Hello friends of this blog on how I lost 100 pounds without gastric bypass or weight loss drugs. In keeping with my Happy Heart February weight loss challenge, I've been unpacking a lot of emotional health issues related to weight gain.
Toxic shame and chronic guilt have been in my life for as long as I can remember. Starting in childhood and continuing in adulthood and marriage, I've taken too much on myself and not made others responsible for their part. I've felt guilty for things I had no part in. I've been ashamed of others' behavior as if it were my own. It's so out of control that I'm haunted by dreams of having done terrible things I haven't done. This constant oppression exhausts my resources and I have behaved in ways I shouldn't. But, while being able to forgive others readily, without being asked, I cannot forgive myself. And it just keeps spiraling down.
Just recently, I began to really look toxic shame in the face. I recently posted about how I'm listening to the voices in my head and it's helping me understand how false and deceitful they are. I always thought that my dreams were from God, trying to get me to see some error of my ways. God, for me, has always been very punitive. Our priest suggested that these dreams may not be from God but from the devil, trying to turn me on myself. This makes sense as I've always struggled with that toxic shame, self-hatred and even self-harm. And the devil is the father of lies.
In going toe to toe with the toxic shame and voices in my head, I'm seeing how they've been gaslighting me into a very distorted self-image. That I'm responsible for others' problems, that it's my job to fix everyone, that I'll always fail and must be shamed and beaten into submission to avoid harming anyone.
So I've been creating safe spaces (more on that later) to meditate on what these voices in my head are really saying. I cover it in prayer so that the devil, who is very convincing, can't pull me back in. I've been considering where all this toxic shame and chronic guilt stems. I realize that, beginning very young, a fragile house of cards was constructed in my mind, built on lies, exploitation, manipulation, abuse, neglect, cover-ups and gaslighting.

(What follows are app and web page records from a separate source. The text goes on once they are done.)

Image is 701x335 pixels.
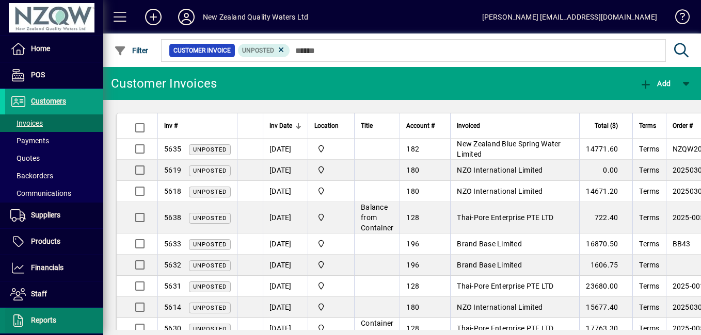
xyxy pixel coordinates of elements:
span: Thai-Pore Enterprise PTE LTD [457,325,553,333]
span: 5630 [164,325,181,333]
span: Unposted [242,47,274,54]
span: 5632 [164,261,181,269]
span: 5614 [164,303,181,312]
mat-chip: Customer Invoice Status: Unposted [238,44,290,57]
a: Staff [5,282,103,308]
span: Inv Date [269,120,292,132]
div: Title [361,120,393,132]
a: Knowledge Base [667,2,688,36]
span: 128 [406,282,419,291]
span: Domain Rd [314,323,348,334]
td: [DATE] [263,202,308,234]
td: [DATE] [263,276,308,297]
span: 5635 [164,145,181,153]
div: Account # [406,120,444,132]
span: Order # [672,120,692,132]
a: POS [5,62,103,88]
td: [DATE] [263,255,308,276]
span: 128 [406,325,419,333]
span: BB43 [672,240,690,248]
span: Reports [31,316,56,325]
a: Reports [5,308,103,334]
span: Total ($) [594,120,618,132]
button: Add [137,8,170,26]
span: Unposted [193,305,227,312]
span: 128 [406,214,419,222]
span: Domain Rd [314,165,348,176]
span: Balance from Container [361,203,393,232]
span: 5633 [164,240,181,248]
span: Financials [31,264,63,272]
span: Staff [31,290,47,298]
span: Domain Rd [314,186,348,197]
span: Suppliers [31,211,60,219]
span: Domain Rd [314,260,348,271]
span: Quotes [10,154,40,163]
div: Invoiced [457,120,573,132]
span: Unposted [193,215,227,222]
td: 15677.40 [579,297,632,318]
a: Suppliers [5,203,103,229]
td: 23680.00 [579,276,632,297]
span: Location [314,120,338,132]
span: Domain Rd [314,212,348,223]
a: Quotes [5,150,103,167]
span: Unposted [193,263,227,269]
div: [PERSON_NAME] [EMAIL_ADDRESS][DOMAIN_NAME] [482,9,657,25]
td: [DATE] [263,234,308,255]
span: Backorders [10,172,53,180]
span: Terms [639,166,659,174]
td: [DATE] [263,297,308,318]
span: 5631 [164,282,181,291]
span: Unposted [193,326,227,333]
span: Inv # [164,120,177,132]
span: Unposted [193,147,227,153]
span: Terms [639,214,659,222]
span: Domain Rd [314,281,348,292]
div: Total ($) [586,120,627,132]
span: Domain Rd [314,302,348,313]
a: Invoices [5,115,103,132]
a: Financials [5,255,103,281]
span: 180 [406,166,419,174]
span: 196 [406,240,419,248]
span: Account # [406,120,434,132]
span: Brand Base Limited [457,240,522,248]
span: Invoiced [457,120,480,132]
span: Filter [114,46,149,55]
span: Home [31,44,50,53]
span: Terms [639,240,659,248]
span: Communications [10,189,71,198]
span: 182 [406,145,419,153]
span: Payments [10,137,49,145]
span: Customer Invoice [173,45,231,56]
span: Terms [639,145,659,153]
td: [DATE] [263,160,308,181]
span: Terms [639,261,659,269]
span: NZO International Limited [457,303,542,312]
span: Terms [639,325,659,333]
span: Customers [31,97,66,105]
span: Products [31,237,60,246]
a: Backorders [5,167,103,185]
button: Profile [170,8,203,26]
div: Customer Invoices [111,75,217,92]
div: New Zealand Quality Waters Ltd [203,9,308,25]
span: Terms [639,120,656,132]
td: [DATE] [263,139,308,160]
span: 5618 [164,187,181,196]
span: 196 [406,261,419,269]
span: NZO International Limited [457,187,542,196]
td: 14771.60 [579,139,632,160]
a: Products [5,229,103,255]
a: Communications [5,185,103,202]
button: Filter [111,41,151,60]
button: Add [637,74,673,93]
span: Terms [639,303,659,312]
div: Location [314,120,348,132]
span: Unposted [193,168,227,174]
span: Terms [639,187,659,196]
span: Unposted [193,189,227,196]
div: Inv Date [269,120,301,132]
span: Unposted [193,241,227,248]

These have caused a false reality in which to be burdened with inappropriate expectations and responsibilities was normal, healthy and God's will. Where bizarre situations and behaviors of adults were normal and I was the abnormal one if I questioned. As a child, I couldn't do much about it. And as it was done by adults who were supposed to love me, I didn't question.
Now, with the eyes of an adult (and a parent myself) I have been examining these beliefs and practices. I ask myself, would I consider these things safe and healthy? Would I do or allow these to be done, to a child? Would I expect this of a child? And the answer is almost always, NO! It is not right for them and it wasn't right for me.
By shining the light of reality on this illusory house of cards I was forced to live in, it topples. Truth shows up my experiences for the dangerous, terrifying, deceitful, unhealthy, unsafe, abnormal, immoral and unnatural things they were. It exposes them as not appropriate or what God wanted for me, but manipulation, self-serving lies, exploitation, neglect and abuse.
Even as I write this, the voices in my head are screaming. They're telling me I'm lying and exaggerating. That by breaking silence, I'm being disloyal and wicked. I fear that by not kowtowing to the shame and guilt. By saying that I don't always fail and sometimes do good, I'm being prideful.
But the peace of God, that passes all understanding, is there too. For the first time in 59 years, I'm beginning to accept that what happened was not God's will. I'm learning that secrets that hurt should not be kept. It feels really strange. But I'm going to keep on keeping on, as Alanon says and that with practice, I'll come to a healthier understanding of what's mine and what isn't my responsibility.